Shining a light on colleagues-led inclusion, Pride @ E.ON has been Highly Commended in the Rainbow Honours 2026 Utilities category , a win that matters for staff, customers and the wider energy transition. Here’s what the recognition says about workplace culture, practical inclusion in action, and how other firms can follow suit.

Essential Takeaways

  • National recognition: Pride @ E.ON was Highly Commended at the Rainbow Honours 2026 in the Utilities category, signalling sector-wide leadership.
  • People-first impact: The network helps colleagues feel safe and seen, which supports innovation and better customer service.
  • Active initiatives: Awareness campaigns, educational events and allyship programmes are central to the network’s work and visibility.
  • Volunteer energy: The accolade reflects the time and passion colleagues donate to run events and support inclusion.
  • Ongoing journey: E.ON treats inclusion as continual work, not a one-off PR moment.

Why this matters: inclusion that fuels the energy transition

The strongest line in this story is simple , people do the work. A Highly Commended nod at the Rainbow Honours isn’t a trophy on a shelf; it’s recognition that colleagues across an energy company are creating a culture where they can be themselves. That feeling of psychological safety helps teams tackle tricky problems, whether rolling out heat pumps or advising customers on energy efficiency. According to coverage of the awards, such recognition highlights organisations that create tangible, everyday change for LGBTQIA+ staff and communities.

What Pride @ E.ON actually does day to day

Pride @ E.ON runs awareness campaigns, hosts educational sessions and encourages lived-experience sharing that helps demystify issues for colleagues. Those practical steps , a lunchtime talk, an ally training session, a visible sponsor in leadership , add up. And they’re not just warm-and-fuzzy activities: they feed into recruitment, retention and customer-facing work by creating consistency in how people are treated and supported.

How industry trends are shifting towards employee networks

Across sectors, employee networks are moving from optional extras to boardroom priorities. The Rainbow Honours showcase finalists and winners from universities, tech firms and utilities, proving this is a cross-industry conversation. For energy companies, where the transition to low-carbon systems depends on talent and creativity, an inclusive culture is becoming a commercial advantage as well as a moral imperative.

Practical ways employers can learn from E.ON’s approach

If you’re running a network or advising one, start small and be steady: regular events, visible allyship, and leadership sponsorship matter more than a single big campaign. Encourage volunteers by recognising their work formally, embed inclusive policies into everyday HR processes, and measure outcomes like staff survey responses and recruitment diversity. These are the kinds of actions that awards processes look for and that colleagues actually notice.

The human payoff , why colleagues notice the difference

People talk about culture in human terms: feeling respected, able to bring your full self to work, and seeing others do the same. That’s the quiet return on investment here. When staff feel supported, they do their best work, which customers and communities benefit from. Awards like the Rainbow Honours give teams a moment to celebrate, but they also highlight the continuing work needed to keep inclusion alive.

It's a small change that can make every workplace feel more like somewhere people belong.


(EXERCISE) Take every line from the listing below that contains "label".
*** DATA PROVIDED ***
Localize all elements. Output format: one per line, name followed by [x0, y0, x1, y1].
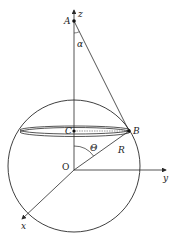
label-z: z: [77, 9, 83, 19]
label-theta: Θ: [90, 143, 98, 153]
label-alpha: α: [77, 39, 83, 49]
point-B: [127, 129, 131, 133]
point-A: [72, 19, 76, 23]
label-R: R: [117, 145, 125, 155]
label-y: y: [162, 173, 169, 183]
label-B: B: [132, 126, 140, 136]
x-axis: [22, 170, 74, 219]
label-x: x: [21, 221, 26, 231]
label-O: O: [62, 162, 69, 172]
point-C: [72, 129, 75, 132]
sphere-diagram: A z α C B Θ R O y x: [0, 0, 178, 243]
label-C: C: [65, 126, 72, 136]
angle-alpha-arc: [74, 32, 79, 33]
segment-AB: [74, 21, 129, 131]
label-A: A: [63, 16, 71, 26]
***
(REPLY)
label-z: z: [77, 9, 83, 19]
label-theta: Θ: [90, 143, 98, 153]
label-alpha: α: [77, 39, 83, 49]
label-R: R: [117, 145, 125, 155]
label-y: y: [162, 173, 169, 183]
label-B: B: [132, 126, 140, 136]
label-x: x: [21, 221, 26, 231]
label-O: O: [62, 162, 69, 172]
label-C: C: [65, 126, 72, 136]
label-A: A: [63, 16, 71, 26]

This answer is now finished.